Moreover, this project aims to work as an entangled, experimental, and interdisciplinary hub for inventive, sensory, and multimodal methodologies in both printed and online media. There are two main sources of inspiration driving that goal:
- It follows the way Sarah Pink [3] understands multisensory ethnography: as an interconnected and interrelated set of senses that go beyond individual modalities and categories, and surpass a particular discipline.
- Continuing with the line of interdisciplinarity, the handbook lies in Celia Lury and Nina Wakeford’s [4] explorations of methodological inventiveness engaging with ethnographic practice through the construction of epistemological devices and material artifacts.
Why Tarde?
Tarde is named after Gabriel Tarde (1843-1904), a French sociologist whose work on social interaction, singularity, and variation may also be considered “minor.” Tarde’s contributions were relegated from mainstream sociology due to their being defeated by Émile Durkheim’s conception of society as the stabilization of well-defined macro structures.
Particularly, the handbook takes Gabriel Tarde’s proposal to analyze the world outside by paying attention to small social interactions among individuals and stretches it to focus on those encounters and elements that are often ignored. Tarde, the sociologist, believe those small social interactions were creating open, temporal, and untestable networks that together compose long-scale assemblages.
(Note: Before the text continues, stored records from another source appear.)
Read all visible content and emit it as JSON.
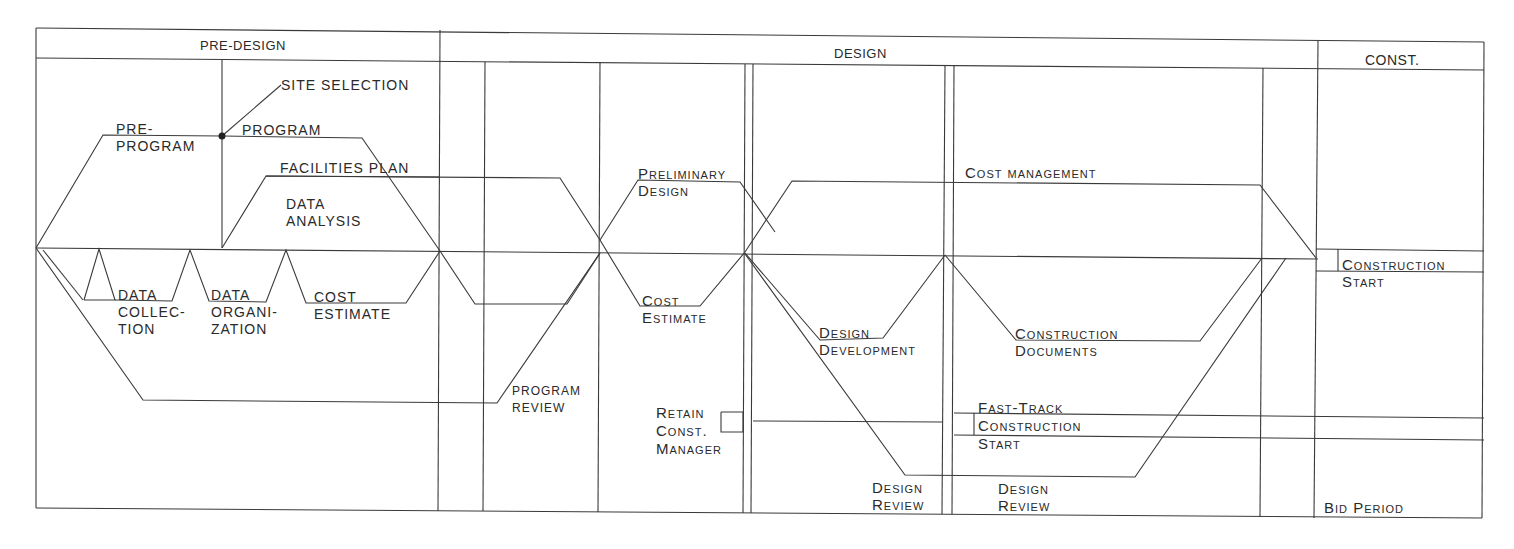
{
  "phases": {
    "pre_design": "PRE-DESIGN",
    "design": "DESIGN",
    "construction": "CONST."
  },
  "pre_design_labels": {
    "site_selection": "SITE SELECTION",
    "pre_program": "PRE-\nPROGRAM",
    "program": "PROGRAM",
    "facilities_plan": "FACILITIES PLAN",
    "data_analysis": "DATA\nANALYSIS",
    "data_collection": "DATA\nCOLLEC-\nTION",
    "data_organization": "DATA\nORGANI-\nZATION",
    "cost_estimate": "COST\nESTIMATE"
  },
  "design_labels": {
    "program_review": "PROGRAM\nREVIEW",
    "preliminary_design": "Preliminary\nDesign",
    "cost_estimate": "Cost\nEstimate",
    "retain_const_manager": "Retain\nConst.\nManager",
    "cost_management": "Cost management",
    "design_development": "Design\nDevelopment",
    "construction_documents": "Construction\nDocuments",
    "fast_track_construction_start": "Fast-Track\nConstruction\nStart",
    "design_review_1": "Design\nReview",
    "design_review_2": "Design\nReview"
  },
  "construction_labels": {
    "construction_start": "Construction\nStart",
    "bid_period": "Bid Period"
  },
  "colors": {
    "line": "#3a3a3a",
    "background": "#ffffff",
    "text": "#2a2a2a"
  }
}
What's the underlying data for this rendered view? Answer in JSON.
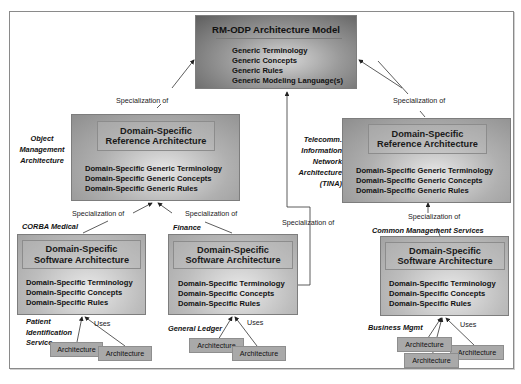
{
  "diagram": {
    "top": {
      "title": "RM-ODP Architecture Model",
      "items": [
        "Generic Terminology",
        "Generic Concepts",
        "Generic Rules",
        "Generic Modeling Language(s)"
      ]
    },
    "left_ref": {
      "side_label": [
        "Object",
        "Management",
        "Architecture"
      ],
      "title_line1": "Domain-Specific",
      "title_line2": "Reference Architecture",
      "items": [
        "Domain-Specific Generic Terminology",
        "Domain-Specific Generic Concepts",
        "Domain-Specific Generic Rules"
      ],
      "link_label": "Specialization of"
    },
    "right_ref": {
      "title_line1": "Domain-Specific",
      "title_line2": "Reference Architecture",
      "items": [
        "Domain-Specific Generic Terminology",
        "Domain-Specific Generic Concepts",
        "Domain-Specific Generic Rules"
      ],
      "link_label": "Specialization of"
    },
    "tina": {
      "label": [
        "Telecomm.",
        "Information",
        "Network",
        "Architecture",
        "(TINA)"
      ],
      "link_label": "Specialization of"
    },
    "sw_left": {
      "context_label": "CORBA Medical",
      "link_label": "Specialization of",
      "title_line1": "Domain-Specific",
      "title_line2": "Software Architecture",
      "items": [
        "Domain-Specific Terminology",
        "Domain-Specific Concepts",
        "Domain-Specific Rules"
      ],
      "app_label": [
        "Patient",
        "Identification",
        "Service"
      ],
      "uses_label": "Uses",
      "architectures": [
        "Architecture",
        "Architecture"
      ]
    },
    "sw_mid": {
      "context_label": "Finance",
      "link_label": "Specialization of",
      "title_line1": "Domain-Specific",
      "title_line2": "Software Architecture",
      "items": [
        "Domain-Specific Terminology",
        "Domain-Specific Concepts",
        "Domain-Specific Rules"
      ],
      "app_label": "General Ledger",
      "uses_label": "Uses",
      "architectures": [
        "Architecture",
        "Architecture"
      ]
    },
    "sw_right": {
      "context_label": "Common Management Services",
      "link_label": "Specialization of",
      "title_line1": "Domain-Specific",
      "title_line2": "Software Architecture",
      "items": [
        "Domain-Specific Terminology",
        "Domain-Specific Concepts",
        "Domain-Specific Rules"
      ],
      "app_label": "Business Mgmt",
      "uses_label": "Uses",
      "architectures": [
        "Architecture",
        "Architecture",
        "Architecture"
      ]
    },
    "colors": {
      "top_box_dark": "#5e5e5e",
      "ref_box": "#b0b0b0",
      "sw_box": "#bdbdbd",
      "arch_box": "#a9a9a9",
      "line": "#333333"
    }
  }
}
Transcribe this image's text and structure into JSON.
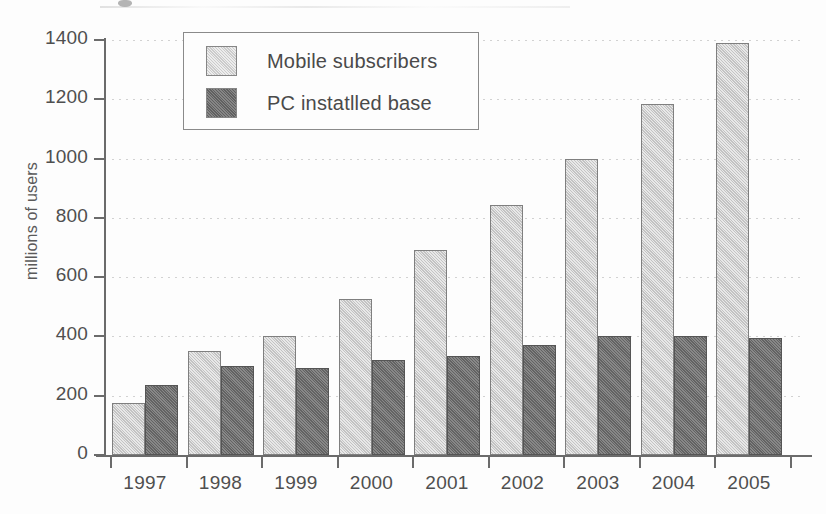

That’s how we understand the urban here.
As a final remark, Tarde’s work has strongly influenced Deleuze’s philosophy, particularly his notion of repetition and the development of the assemblage theory. Tarde has also played an important role in Bruno Latour’s idea of association as an alternative concept for society. He has been considered a precursor of Actor-Network Theory, an epistemological approach this project takes as one of its main workbenches.
References
[1] Deleuze, G. and Guattari, F. (1986). Kafka: Toward a Minor Literature. Minneapolis: University of Minnesota Press. p. 66.
[2] Ballestero, A. And Wintherrek, B. (Eds.). (2021). Experimenting with Ethnography: A Companion to Analysis. Durham: Duke University Press.
[3] Pink, S. (2009). Doing Sensory Ethnography. London: SAGE Publications.
[4] Lury, C. and Wakeford, N. (2012). Inventive Methods: The Happening of the Social. London: Routledge.